Patent Search Service
The professionals at BIESSE conduct any patent search with precision and thoroughness, in anticipation of filing a patent application, or in order to challenge a competitor's patent, or for due diligence purposes. The patent prosecution procedure can prove costly in terms of time and resources when the patent application is filed without a clear picture of the state of the art.
Patent Searches
To avoid incurring unforeseen expenses and undesirable delays in the examination of the application, the professionals at the firm always recommend conducting a prior art search before filing a new patent application.
On the other hand, a patent search can prove decisive in seeking the invalidation of competitors' patents, or in highlighting weaknesses in the IP portfolio of a company being acquired.
Searches are also tools of competitive intelligence: they can provide very useful indications regarding any changes in the commercial strategy pursued by competitors, or regarding their new technical collaborations and new partnerships, or more simply they can provide indications as to their technical choices and investments in research and development.
Patent searches are a useful tool for patent owners both before the filing of a new patent application and after its grant. Different types of searches may be conducted depending on requirements: searches aimed at assessing patentability, searches aimed at assessing interference and freedom to operate, and monitoring activities, i.e. competitive intelligence on competitors' IP portfolios.
In many circumstances it is appropriate to conduct an independent prior art search before filing a patent application. For example, it is advisable to conduct a search where the technical field to which the invention relates is crowded with operators, or where there is a large cluster of patents or patent applications. Furthermore, it is advisable to conduct a prior art search when one is not certain of the state of the art in the technical field to which the invention relates.
The patent system is public in nature. In other words, patent applications and patents are subject to publication by the patent office; publication is normally deferred to the 18th month from the filing date of the applications. The publication of applications and patents takes place in dedicated digital registers of the patent offices, most of which are available online. The database of the European Patent Office, known as Espacenet and accessible at the address worldwide.espacenet.com, is one of the largest collections of published applications and patents, with over 100 million documents from the patent offices of the world's major industrialised countries. It is a useful tool for conducting patent and patent application searches. Espacenet's search interface allows keywords and dates to be searched across several fields: the title of the patent or published patent application, the abstract, the filing date, the publication date, the publication number, the proprietor, the inventor, etc.
A prior art search covers all information (relating to the content of an invention) available to the public at the time of the search anywhere in the world, and includes both published patents and other sources outside the patent system, such as scientific papers, promotional material, articles, videos and photographs, etc.
BIESSE always advises its clients to conduct a prior art search of patent databases before preparing a new patent application. Analysis of the prior art documents can make it possible to accurately identify the genuinely novel and inventive features of the technical solutions conceived or developed by the client. The patent application can therefore be focused from the outset on such features; this could lead to a rapid substantive examination by the patent office, with a corresponding minimisation of costs for the client, and to the grant of a strong patent that is well defensible in court.
A patent search can make it possible to identify documents useful for seeking the invalidation of a patent that a competitor has asserted against our client. If it can be shown that the basic concepts of the patent were already described, or suggested, in documents published prior to the filing of the corresponding application, or prior to its priority date, the court will declare the patent invalid. Invalidity may be total or partial.
Periodic patent searches are known as monitoring activities. Monitoring activities make it possible to verify the technical and strategic choices of competitors. By analysing at regular intervals the patent applications filed in the name of one or more competitors, it is possible to determine what choices have been made at the technical level (which inventions) and at the territorial level (in which states patent applications have been filed). Analysis of the legal status of a competitor's patent application or patent makes it possible to identify any abandonments in one or more states, extensions in other countries, the filing of third-party oppositions, the registration of licences, assignments, changes of ownership, etc.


*Exercise*:
How many of the lines below include "india"? Give the number and no other words.

*Recorded information*:
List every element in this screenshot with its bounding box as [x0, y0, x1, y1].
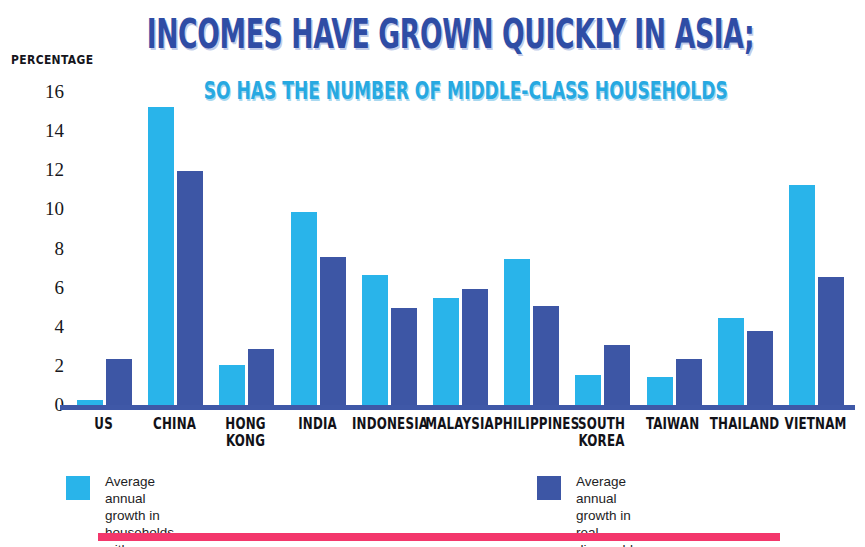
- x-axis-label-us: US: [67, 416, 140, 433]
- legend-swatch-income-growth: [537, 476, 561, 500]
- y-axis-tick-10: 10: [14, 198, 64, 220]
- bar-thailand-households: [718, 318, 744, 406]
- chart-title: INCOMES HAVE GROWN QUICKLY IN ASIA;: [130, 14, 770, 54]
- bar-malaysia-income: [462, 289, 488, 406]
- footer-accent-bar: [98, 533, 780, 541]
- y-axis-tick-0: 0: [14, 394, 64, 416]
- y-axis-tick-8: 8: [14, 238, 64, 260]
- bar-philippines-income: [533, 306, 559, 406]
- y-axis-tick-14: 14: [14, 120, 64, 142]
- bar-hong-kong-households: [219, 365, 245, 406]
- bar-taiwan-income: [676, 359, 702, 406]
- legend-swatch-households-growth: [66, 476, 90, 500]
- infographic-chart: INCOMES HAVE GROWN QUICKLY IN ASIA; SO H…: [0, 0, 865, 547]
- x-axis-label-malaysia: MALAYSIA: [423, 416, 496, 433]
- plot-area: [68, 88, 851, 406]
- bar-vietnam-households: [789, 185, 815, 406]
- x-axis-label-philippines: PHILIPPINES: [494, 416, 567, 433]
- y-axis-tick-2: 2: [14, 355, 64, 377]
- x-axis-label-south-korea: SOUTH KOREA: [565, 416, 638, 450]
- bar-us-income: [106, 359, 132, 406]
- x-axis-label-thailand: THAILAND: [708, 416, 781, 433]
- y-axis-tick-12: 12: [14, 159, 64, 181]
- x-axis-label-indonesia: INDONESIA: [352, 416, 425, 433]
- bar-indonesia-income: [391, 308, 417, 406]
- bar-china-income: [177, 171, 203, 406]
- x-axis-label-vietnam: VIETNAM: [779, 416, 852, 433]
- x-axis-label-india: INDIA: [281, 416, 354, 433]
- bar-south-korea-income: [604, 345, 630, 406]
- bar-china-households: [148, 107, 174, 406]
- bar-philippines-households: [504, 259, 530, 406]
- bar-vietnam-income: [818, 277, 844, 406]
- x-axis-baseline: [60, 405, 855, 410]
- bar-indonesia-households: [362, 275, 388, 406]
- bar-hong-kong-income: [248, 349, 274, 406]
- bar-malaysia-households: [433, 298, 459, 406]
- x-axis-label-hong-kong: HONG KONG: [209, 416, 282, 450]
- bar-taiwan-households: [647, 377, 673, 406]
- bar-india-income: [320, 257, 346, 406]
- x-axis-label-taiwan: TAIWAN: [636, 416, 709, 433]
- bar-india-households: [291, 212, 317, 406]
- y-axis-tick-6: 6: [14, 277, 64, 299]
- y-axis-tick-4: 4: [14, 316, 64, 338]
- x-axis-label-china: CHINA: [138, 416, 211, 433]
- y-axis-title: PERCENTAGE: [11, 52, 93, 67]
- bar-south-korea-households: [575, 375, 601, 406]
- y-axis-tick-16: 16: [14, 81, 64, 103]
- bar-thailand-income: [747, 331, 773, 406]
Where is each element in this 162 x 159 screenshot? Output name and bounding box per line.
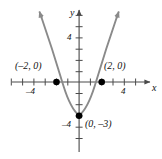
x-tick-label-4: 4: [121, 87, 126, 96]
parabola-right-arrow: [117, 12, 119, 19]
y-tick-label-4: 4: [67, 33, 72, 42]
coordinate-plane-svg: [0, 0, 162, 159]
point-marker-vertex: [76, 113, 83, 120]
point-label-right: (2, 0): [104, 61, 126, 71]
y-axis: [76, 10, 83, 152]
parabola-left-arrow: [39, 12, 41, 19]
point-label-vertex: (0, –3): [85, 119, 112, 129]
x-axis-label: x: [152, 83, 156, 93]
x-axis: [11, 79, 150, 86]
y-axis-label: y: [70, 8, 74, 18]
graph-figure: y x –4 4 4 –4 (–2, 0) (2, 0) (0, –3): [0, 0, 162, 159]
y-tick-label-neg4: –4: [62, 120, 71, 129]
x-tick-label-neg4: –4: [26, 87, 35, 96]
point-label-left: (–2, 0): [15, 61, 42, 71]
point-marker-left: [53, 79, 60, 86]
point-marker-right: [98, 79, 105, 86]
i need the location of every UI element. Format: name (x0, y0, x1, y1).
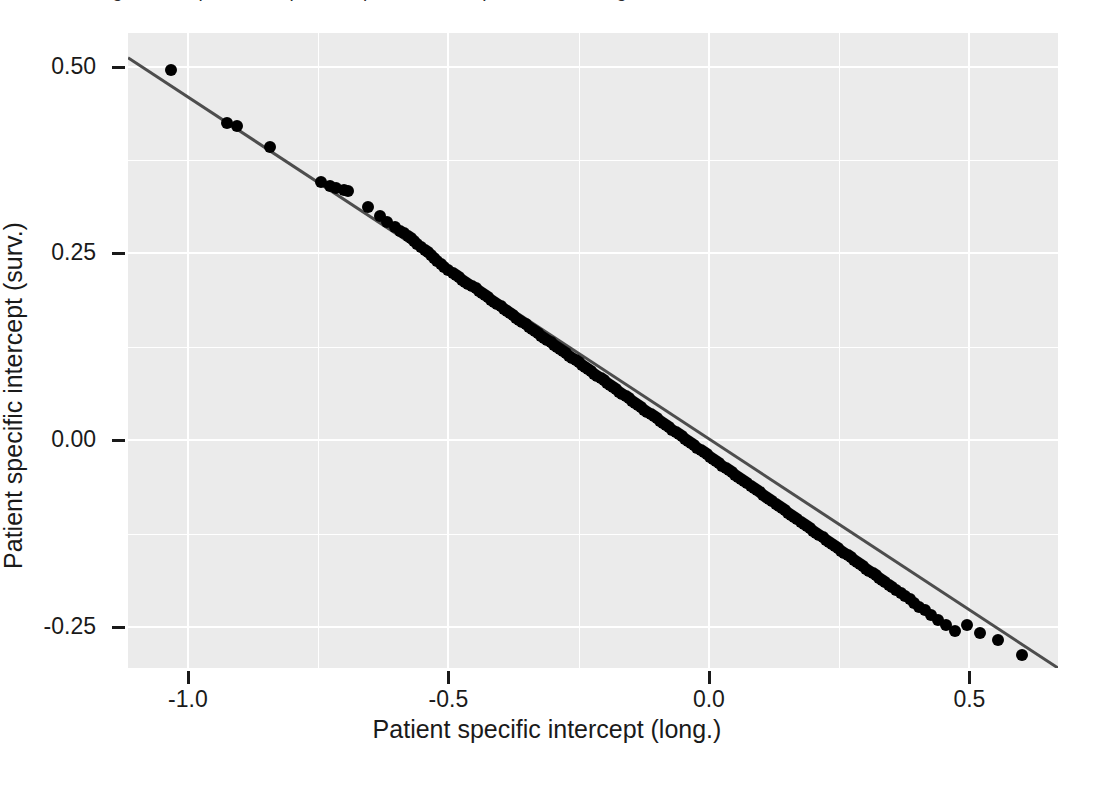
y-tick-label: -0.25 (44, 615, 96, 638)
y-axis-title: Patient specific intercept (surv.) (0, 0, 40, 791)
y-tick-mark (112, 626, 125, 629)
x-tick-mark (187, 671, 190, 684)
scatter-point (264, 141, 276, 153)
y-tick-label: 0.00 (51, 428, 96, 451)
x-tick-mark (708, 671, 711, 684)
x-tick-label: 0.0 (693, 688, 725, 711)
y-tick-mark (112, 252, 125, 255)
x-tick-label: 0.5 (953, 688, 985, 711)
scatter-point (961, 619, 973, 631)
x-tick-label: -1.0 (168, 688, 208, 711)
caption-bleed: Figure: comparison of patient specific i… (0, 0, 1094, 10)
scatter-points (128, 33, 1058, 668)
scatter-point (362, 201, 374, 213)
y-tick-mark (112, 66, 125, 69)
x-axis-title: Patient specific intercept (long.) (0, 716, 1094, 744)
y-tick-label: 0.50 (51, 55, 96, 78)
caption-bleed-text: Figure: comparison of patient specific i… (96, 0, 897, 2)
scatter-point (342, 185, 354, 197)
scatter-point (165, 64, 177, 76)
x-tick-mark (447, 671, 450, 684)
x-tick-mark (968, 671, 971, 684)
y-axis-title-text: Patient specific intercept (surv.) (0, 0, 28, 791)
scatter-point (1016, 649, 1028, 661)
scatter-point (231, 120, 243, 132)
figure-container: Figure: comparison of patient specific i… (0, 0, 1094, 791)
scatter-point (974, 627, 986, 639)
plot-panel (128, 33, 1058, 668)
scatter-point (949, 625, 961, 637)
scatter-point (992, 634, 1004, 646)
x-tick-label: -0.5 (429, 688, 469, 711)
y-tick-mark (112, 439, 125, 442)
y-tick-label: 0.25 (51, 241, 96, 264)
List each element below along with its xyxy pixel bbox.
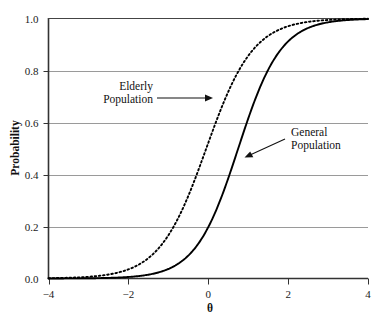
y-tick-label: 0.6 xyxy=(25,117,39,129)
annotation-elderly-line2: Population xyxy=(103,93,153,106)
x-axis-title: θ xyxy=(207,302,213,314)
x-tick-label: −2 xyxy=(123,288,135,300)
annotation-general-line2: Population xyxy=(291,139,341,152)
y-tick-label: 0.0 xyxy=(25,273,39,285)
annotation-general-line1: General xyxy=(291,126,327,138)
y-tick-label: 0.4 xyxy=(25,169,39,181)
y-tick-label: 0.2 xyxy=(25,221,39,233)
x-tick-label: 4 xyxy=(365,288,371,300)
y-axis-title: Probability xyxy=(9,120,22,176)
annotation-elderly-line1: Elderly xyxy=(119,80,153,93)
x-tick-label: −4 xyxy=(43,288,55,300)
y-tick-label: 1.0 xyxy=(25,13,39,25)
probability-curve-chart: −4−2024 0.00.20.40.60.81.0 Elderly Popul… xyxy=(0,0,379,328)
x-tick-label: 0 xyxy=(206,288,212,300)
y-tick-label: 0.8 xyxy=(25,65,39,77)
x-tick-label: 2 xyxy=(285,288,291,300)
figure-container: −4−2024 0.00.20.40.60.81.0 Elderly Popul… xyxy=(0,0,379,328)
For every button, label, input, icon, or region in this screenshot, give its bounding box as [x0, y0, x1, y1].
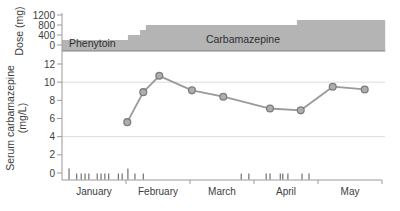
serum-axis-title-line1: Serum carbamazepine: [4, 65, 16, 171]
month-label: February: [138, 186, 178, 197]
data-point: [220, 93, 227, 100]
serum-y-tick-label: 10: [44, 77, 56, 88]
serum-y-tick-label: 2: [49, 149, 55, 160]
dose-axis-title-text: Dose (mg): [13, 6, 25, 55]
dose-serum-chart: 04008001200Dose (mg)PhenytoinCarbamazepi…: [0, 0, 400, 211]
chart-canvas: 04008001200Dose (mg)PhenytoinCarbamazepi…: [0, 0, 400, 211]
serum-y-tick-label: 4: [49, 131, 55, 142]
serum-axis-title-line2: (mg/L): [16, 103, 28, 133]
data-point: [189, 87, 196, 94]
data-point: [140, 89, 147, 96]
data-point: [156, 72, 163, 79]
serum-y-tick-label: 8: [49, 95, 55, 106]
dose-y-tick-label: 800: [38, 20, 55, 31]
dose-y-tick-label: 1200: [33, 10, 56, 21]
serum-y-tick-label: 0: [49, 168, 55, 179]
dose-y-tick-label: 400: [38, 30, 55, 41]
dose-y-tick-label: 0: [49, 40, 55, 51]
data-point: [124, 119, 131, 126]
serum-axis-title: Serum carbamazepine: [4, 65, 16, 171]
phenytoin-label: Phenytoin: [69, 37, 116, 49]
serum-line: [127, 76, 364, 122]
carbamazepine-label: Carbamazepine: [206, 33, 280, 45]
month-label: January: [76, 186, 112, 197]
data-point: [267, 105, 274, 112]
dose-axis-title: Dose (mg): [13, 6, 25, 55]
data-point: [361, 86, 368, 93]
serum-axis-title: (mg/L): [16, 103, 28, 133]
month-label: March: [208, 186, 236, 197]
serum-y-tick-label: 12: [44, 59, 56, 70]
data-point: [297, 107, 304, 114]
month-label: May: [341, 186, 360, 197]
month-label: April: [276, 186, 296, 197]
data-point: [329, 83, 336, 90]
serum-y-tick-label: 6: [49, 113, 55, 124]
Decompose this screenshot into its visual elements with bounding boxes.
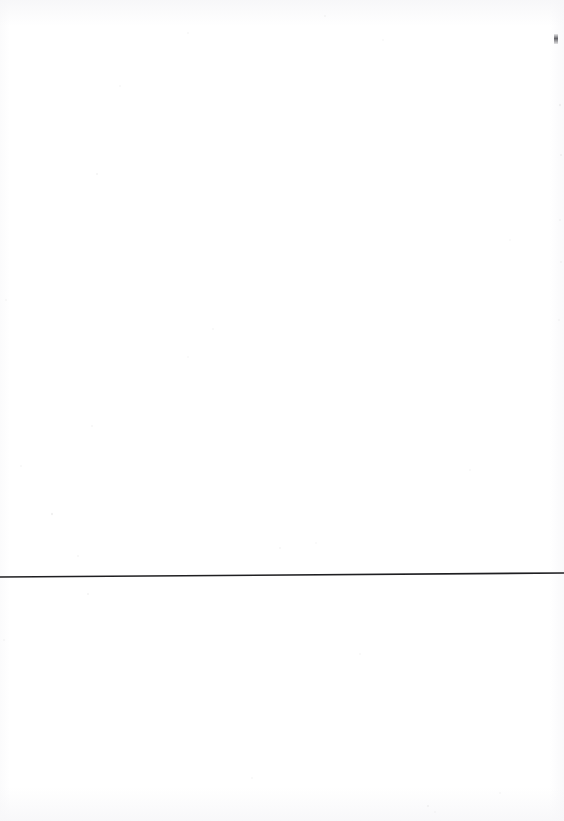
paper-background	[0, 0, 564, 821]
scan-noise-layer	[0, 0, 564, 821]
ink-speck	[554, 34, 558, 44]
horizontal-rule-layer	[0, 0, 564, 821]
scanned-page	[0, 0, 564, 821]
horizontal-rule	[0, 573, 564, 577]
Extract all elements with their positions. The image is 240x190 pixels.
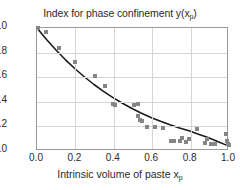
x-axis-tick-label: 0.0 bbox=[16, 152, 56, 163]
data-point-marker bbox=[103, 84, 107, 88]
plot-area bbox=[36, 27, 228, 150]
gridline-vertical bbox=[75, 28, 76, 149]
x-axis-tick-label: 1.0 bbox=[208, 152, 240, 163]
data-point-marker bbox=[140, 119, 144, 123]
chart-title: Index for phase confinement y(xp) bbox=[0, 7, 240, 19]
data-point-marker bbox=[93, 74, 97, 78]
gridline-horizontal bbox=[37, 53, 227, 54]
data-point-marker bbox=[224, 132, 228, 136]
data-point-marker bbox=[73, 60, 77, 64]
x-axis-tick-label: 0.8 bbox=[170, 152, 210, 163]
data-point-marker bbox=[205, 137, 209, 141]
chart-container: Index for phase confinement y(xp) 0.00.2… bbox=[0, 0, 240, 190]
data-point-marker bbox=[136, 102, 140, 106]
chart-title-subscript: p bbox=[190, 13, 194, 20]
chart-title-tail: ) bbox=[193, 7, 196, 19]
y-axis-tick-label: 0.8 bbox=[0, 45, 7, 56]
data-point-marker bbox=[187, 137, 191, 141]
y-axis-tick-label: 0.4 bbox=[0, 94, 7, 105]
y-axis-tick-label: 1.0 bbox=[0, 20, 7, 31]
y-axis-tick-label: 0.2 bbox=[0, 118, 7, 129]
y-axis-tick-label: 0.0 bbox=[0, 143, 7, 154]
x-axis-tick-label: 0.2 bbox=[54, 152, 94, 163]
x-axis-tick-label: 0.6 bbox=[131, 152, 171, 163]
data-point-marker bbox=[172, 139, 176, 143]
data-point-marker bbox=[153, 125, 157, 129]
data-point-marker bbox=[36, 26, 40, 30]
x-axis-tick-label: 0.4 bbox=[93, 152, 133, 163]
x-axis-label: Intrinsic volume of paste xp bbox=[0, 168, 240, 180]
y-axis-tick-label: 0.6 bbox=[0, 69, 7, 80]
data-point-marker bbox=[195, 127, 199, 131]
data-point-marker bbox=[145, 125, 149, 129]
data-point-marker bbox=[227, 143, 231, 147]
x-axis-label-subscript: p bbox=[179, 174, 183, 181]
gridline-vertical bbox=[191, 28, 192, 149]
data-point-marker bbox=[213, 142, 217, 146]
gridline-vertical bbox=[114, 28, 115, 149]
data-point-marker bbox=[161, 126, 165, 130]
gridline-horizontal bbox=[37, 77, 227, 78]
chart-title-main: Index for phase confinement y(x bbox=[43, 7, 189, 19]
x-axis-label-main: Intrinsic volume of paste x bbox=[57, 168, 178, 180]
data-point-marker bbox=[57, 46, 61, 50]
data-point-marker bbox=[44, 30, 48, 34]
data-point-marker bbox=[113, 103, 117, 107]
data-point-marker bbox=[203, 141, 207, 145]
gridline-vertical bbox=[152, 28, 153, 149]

*Solution*:
3